After a month in Calcutta I was transferred to an Air Service Group in northeast India. It was called Assam at that time and my new unit was great, good luck. Not long after I arrived was assigned to work in the lab looking though a microscope, taking smears and blood counts. It was a job that really excited me but alas I was again pulled out of that job and assigned to a Quartermaster Truck Company headed for China, bad luck.  I was the new kid on the block as most of the company had been together for about two years and I was always an “outsider.” Bad luck! Soon after I arrived at another air base in India we pulled out and drove the Ledo-Burma Road to China. I was a wonderful experience and I spent the rest of the war in China. Good luck! Over the years teaching the experiences and sights I observed in India and China served me well, good luck.
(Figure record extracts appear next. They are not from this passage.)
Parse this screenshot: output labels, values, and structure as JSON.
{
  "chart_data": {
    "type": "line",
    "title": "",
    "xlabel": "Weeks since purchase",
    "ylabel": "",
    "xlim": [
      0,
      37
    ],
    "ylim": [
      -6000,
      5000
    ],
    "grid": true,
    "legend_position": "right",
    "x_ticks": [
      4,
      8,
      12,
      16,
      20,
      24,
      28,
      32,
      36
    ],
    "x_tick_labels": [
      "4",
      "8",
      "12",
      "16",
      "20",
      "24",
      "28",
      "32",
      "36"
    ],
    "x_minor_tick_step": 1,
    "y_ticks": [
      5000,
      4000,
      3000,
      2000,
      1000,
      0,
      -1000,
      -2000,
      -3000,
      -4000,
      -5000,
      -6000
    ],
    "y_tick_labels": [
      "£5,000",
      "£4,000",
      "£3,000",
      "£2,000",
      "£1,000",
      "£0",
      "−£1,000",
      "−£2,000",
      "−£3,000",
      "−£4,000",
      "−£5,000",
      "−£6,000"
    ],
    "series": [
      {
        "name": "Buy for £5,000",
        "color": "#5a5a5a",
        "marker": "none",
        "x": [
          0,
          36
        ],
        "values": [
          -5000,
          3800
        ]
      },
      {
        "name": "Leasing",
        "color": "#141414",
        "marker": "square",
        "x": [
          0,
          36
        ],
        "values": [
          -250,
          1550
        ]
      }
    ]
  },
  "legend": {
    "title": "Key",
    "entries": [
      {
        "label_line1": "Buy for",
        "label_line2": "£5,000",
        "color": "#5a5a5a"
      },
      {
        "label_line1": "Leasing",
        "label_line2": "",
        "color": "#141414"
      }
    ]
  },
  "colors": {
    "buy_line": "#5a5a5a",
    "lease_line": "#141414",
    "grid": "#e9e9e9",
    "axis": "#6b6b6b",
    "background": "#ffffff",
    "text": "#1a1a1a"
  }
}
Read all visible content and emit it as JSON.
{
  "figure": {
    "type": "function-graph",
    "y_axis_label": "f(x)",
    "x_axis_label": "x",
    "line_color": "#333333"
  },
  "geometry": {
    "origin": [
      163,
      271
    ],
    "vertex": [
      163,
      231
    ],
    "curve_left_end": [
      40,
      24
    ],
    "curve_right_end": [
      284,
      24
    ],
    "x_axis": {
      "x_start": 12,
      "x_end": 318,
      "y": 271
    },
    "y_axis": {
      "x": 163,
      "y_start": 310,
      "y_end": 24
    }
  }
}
I always thought I would like to be an engineer so after being discharged from the service in 1946 I enrolled at Iowa State in the spring. My courses were difficult and especially algebra. I had had no math since the 10th grade so with my time in the service that made five years. In the middle of the quarter I had a malaria attack and missed a week of classes. I never did catch up so did very poorly at Iowa State, bad luck. I transferred to Iowa State Teachers College (University of Northern Iowa) and did very well and the best part was I met Connie and we were married in 1948, good luck.
Connie and I graduated from Cedar Falls in 1949 and looked for teaching positions but the only one at all available was at Sabula, Iowa that did not fit our needs. Bad luck so went to Greeley, Colorado to continue my education, good luck. Connie had a position teaching 2nd grade in Greeley, good luck and I received my master’s degree in 1950, good luck.
We again sought teaching positions in Iowa but did not find any, bad luck. In July 1950 we received notice that both of us could teach in Greeley, Colorado, good luck. We taught there for three years. In 1953 my father died bad luck so we decided to come back to Iowa. In response to a Christmas card inquiring about teaching positions at Mason City, Iowa we learned one was open at Roosevelt Junior High School and I applied and got the job, good luck. I taught in Mason City for 25 years, good luck.
In the year 2005 I discovered I had an aneurysm on my aorta, bad luck. But thanks to the doctors at Mayo hospital, Scottsdale, Arizona they repaired it. The discovery was a miracle as it was only by chance that I had ultrasound several days before and the aneurysm was discovered, good luck.
I believe many times that we think something is really bad luck it turns out that was the way it was supposed to be. Look back over your life and you will discover that many times what you thought was bad luck in reality turned out to be the best thing that happened to you. But like the old saying goes if you didn’t have bad luck you wouldn’t have any luck at all.